The Ziegler Laboratory (1965-2005)

New Synthetic Methodology and Natural Products Synthesis

The practice of synthesizing natural products has many benefits. The development of laboratory methods for the synthesis of important, physiologically-active substances that are available in nature in minute quantities provides a means to permit ample quantities of these materials to be available for pharmaceutical studies. In addition, total synthesis provides methods for the preparation of analogues that may not otherwise be available by manipulation of the structure of the natural product. The organic chemist may design a strategy for the synthesis of a natural product that employs well-tested methods to achieve a goal. A more challenging approach from the chemical perspective is the opportunity to discover new chemical reactions and to explore the subtleties of stereochemistry.

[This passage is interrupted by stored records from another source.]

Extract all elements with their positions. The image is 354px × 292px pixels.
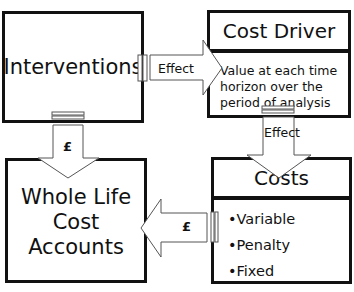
arrow-pound-down-tail-1 <box>52 112 84 115</box>
arrow-effect-right-tail-2 <box>143 55 147 81</box>
edge-label-effect-down: Effect <box>264 125 300 140</box>
edge-label-effect-right: Effect <box>158 61 194 76</box>
arrow-pound-down-tail-2 <box>52 116 84 119</box>
arrow-pound-left-tail-1 <box>211 212 214 242</box>
arrow-effect-right-tail-1 <box>138 55 142 81</box>
arrow-pound-left <box>141 199 207 257</box>
edge-label-pound-left: £ <box>182 219 191 234</box>
edge-label-pound-down: £ <box>63 139 72 154</box>
arrows-layer <box>0 0 354 292</box>
arrow-effect-down-tail-2 <box>262 110 294 113</box>
arrow-effect-down-tail-1 <box>262 106 294 109</box>
arrow-pound-left-tail-2 <box>215 212 218 242</box>
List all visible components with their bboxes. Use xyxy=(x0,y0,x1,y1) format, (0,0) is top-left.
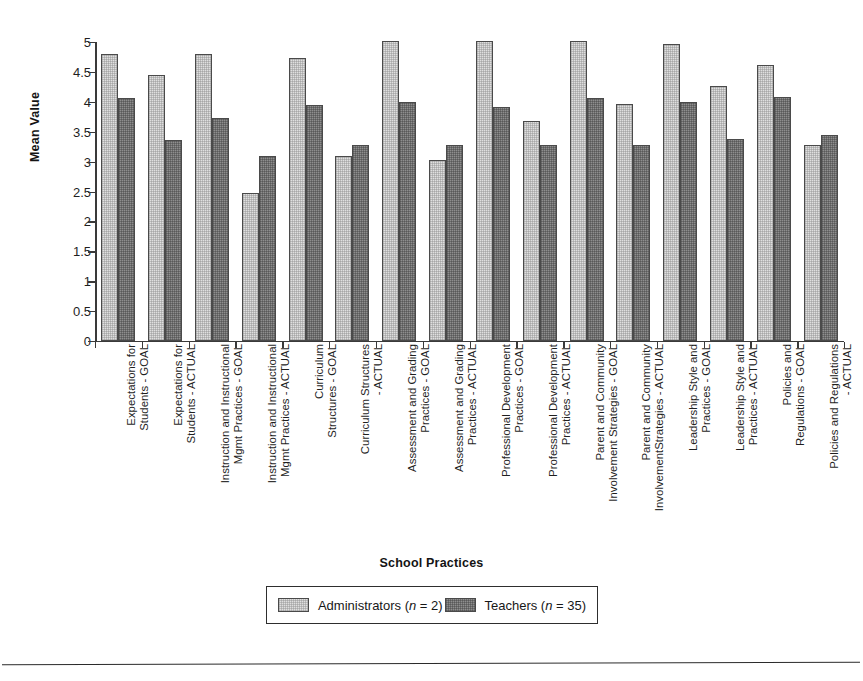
bar-group xyxy=(429,42,463,341)
bar xyxy=(633,145,650,341)
bar-group xyxy=(382,42,416,341)
bar-group xyxy=(804,42,838,341)
bar-group xyxy=(148,42,182,341)
bar xyxy=(212,118,229,341)
y-axis-tick-labels: 00.511.522.533.544.55 xyxy=(55,36,91,348)
bar xyxy=(306,105,323,341)
bar xyxy=(352,145,369,341)
bar-group xyxy=(663,42,697,341)
bar xyxy=(727,139,744,341)
bar-group xyxy=(289,42,323,341)
bar-group xyxy=(523,42,557,341)
bar-group xyxy=(335,42,369,341)
x-axis-tick-label: Leadership Style and Practices - GOAL xyxy=(687,344,713,534)
x-axis-tick-label: Instruction and Instructional Mgmt Pract… xyxy=(219,344,245,534)
y-axis-tick-mark xyxy=(88,251,95,252)
y-axis-tick-mark xyxy=(88,221,95,222)
bar xyxy=(710,86,727,341)
legend-label: Administrators (n = 2) xyxy=(318,598,443,613)
bar-group xyxy=(101,42,135,341)
x-axis-tick-label: Curriculum Structures - GOAL xyxy=(313,344,339,534)
bar xyxy=(663,44,680,341)
x-axis-tick-label: Assessment and Grading Practices - ACTUA… xyxy=(453,344,479,534)
bar xyxy=(148,75,165,341)
page-divider-rule xyxy=(2,662,860,666)
y-axis-tick-mark xyxy=(88,132,95,133)
bar xyxy=(523,121,540,341)
x-axis-tick-labels: Expectations for Students - GOALExpectat… xyxy=(95,344,844,539)
bar-group xyxy=(570,42,604,341)
x-axis-tick-label: Expectations for Students - GOAL xyxy=(125,344,151,534)
y-axis-tick-mark xyxy=(88,192,95,193)
bar-group xyxy=(616,42,650,341)
bar-group xyxy=(195,42,229,341)
y-axis-tick-mark xyxy=(88,162,95,163)
bar-group xyxy=(710,42,744,341)
x-axis-tick-label: Policies and Regulations - GOAL xyxy=(781,344,807,534)
bar xyxy=(289,58,306,341)
bar-series-area xyxy=(95,42,844,341)
bar xyxy=(195,54,212,341)
bar xyxy=(382,41,399,341)
y-axis-tick-mark xyxy=(88,72,95,73)
y-axis-tick-mark xyxy=(88,281,95,282)
x-axis-tick-label: Professional Development Practices - GOA… xyxy=(500,344,526,534)
x-axis-tick-label: Policies and Regulations - ACTUAL xyxy=(828,344,854,534)
legend-swatch xyxy=(278,598,309,612)
bar xyxy=(118,98,135,341)
x-axis-tick-label: Parent and Community Involvement Strateg… xyxy=(594,344,620,534)
x-axis-tick-label: Instruction and Instructional Mgmt Pract… xyxy=(266,344,292,534)
y-axis-tick-mark xyxy=(88,102,95,103)
bar-group xyxy=(757,42,791,341)
bar xyxy=(587,98,604,341)
legend-label: Teachers (n = 35) xyxy=(485,598,587,613)
bar xyxy=(804,145,821,341)
y-axis-title: Mean Value xyxy=(28,42,42,162)
x-axis-tick-label: Professional Development Practices - ACT… xyxy=(547,344,573,534)
legend-swatch xyxy=(445,598,476,612)
x-axis-tick-label: Expectations for Students - ACTUAL xyxy=(172,344,198,534)
bar xyxy=(259,156,276,341)
bar xyxy=(399,102,416,341)
bar xyxy=(493,107,510,341)
bar xyxy=(335,156,352,341)
bar xyxy=(101,54,118,341)
legend-entry: Administrators (n = 2) xyxy=(278,598,443,613)
bar xyxy=(821,135,838,341)
bar-chart: Mean Value 00.511.522.533.544.55 Expecta… xyxy=(0,0,863,681)
bar xyxy=(242,193,259,341)
x-axis-tick-label: Assessment and Grading Practices - GOAL xyxy=(406,344,432,534)
chart-legend: Administrators (n = 2)Teachers (n = 35) xyxy=(266,586,598,624)
x-axis-tick-label: Leadership Style and Practices - ACTUAL xyxy=(734,344,760,534)
bar xyxy=(165,140,182,341)
bar xyxy=(476,41,493,341)
bar-group xyxy=(476,42,510,341)
y-axis-tick-mark xyxy=(88,311,95,312)
y-axis-tick-mark xyxy=(88,42,95,43)
bar xyxy=(616,104,633,341)
bar xyxy=(757,65,774,341)
bar xyxy=(774,97,791,341)
bar xyxy=(680,102,697,341)
chart-page: Mean Value 00.511.522.533.544.55 Expecta… xyxy=(0,0,863,681)
bar xyxy=(429,160,446,341)
legend-entry: Teachers (n = 35) xyxy=(445,598,587,613)
x-axis-tick-label: Parent and Community InvolvementStrategi… xyxy=(640,344,666,534)
bar xyxy=(446,145,463,341)
bar xyxy=(570,41,587,341)
bar xyxy=(540,145,557,341)
x-axis-tick-label: Curriculum Structures - ACTUAL xyxy=(359,344,385,534)
x-axis-title: School Practices xyxy=(0,556,863,570)
bar-group xyxy=(242,42,276,341)
y-axis-tick-mark xyxy=(88,341,95,342)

In the late 1990's our interest had focused upon the use of radical reactions to develop new strategies for synthesis. One of our targets was the oxygenated sesquiterpene FS-2 via radical fragmentation as shown in Fig. 1. We [J. Org. Chem. 1990, 55, 1416] had previously uncovered subtle strain factors that induce cyclic thionocarbonates to afford primary over secondary radicals during homolytic fragmentation induced by tri-n-butylstannyl radical (Fig.2; Tetrahedron Lett. 2000, 41, 5155).

Fig. 1

Fig. 2

Oxiranyl carbinyl radicals undergo rapid fragmentation to form allyloxyl radicals. We have been studying this process in tandem with the fragmentation of cyclopropylcarbinyl radicals. Besides leading to a new approach to prostanoids, kinetic studies have shown that the oxiranyl carbinyl radical is formed reversibly [J. Org. Chem. 1995, 60, 2666] in the presence of hydrogen atom donors (Fig. 3; Tetrahedron Lett. 1996, 37, 809).

Fig. 3

Physical organic chemists have studied the rate of inversion and rearrangement of oxiranyl radicals. We had been able to demonstrate that these radicals cyclize faster than they rearrange. This behavior is also exemplified by carbon-centered aziridinyl radicals. These new findings are being extended in the area of the mitomycin antibiotics (Figures 4 and 5) to the synthesis of natural products, and candidates whose chemistry may mimic the mode of action of these antibiotics. (Fig. 4; J. Org. Chem. 1997, 62, 1083) (Fig 5; Tetrahedron Lett. 1998, 39, 2455).

Fig. 4

Fig. 5

The facile rearrangement of allyl S-methyl xanthate to allyl S-methyl dithiocarbonate has been known for more than a century. We coupled the latter functionality as a leaving group with a xanthate as an initiator in a free radical process that led to carbocycles having dual functionality (Fig. 6; Tetrahedron Letters, 1987, 48, 5973.)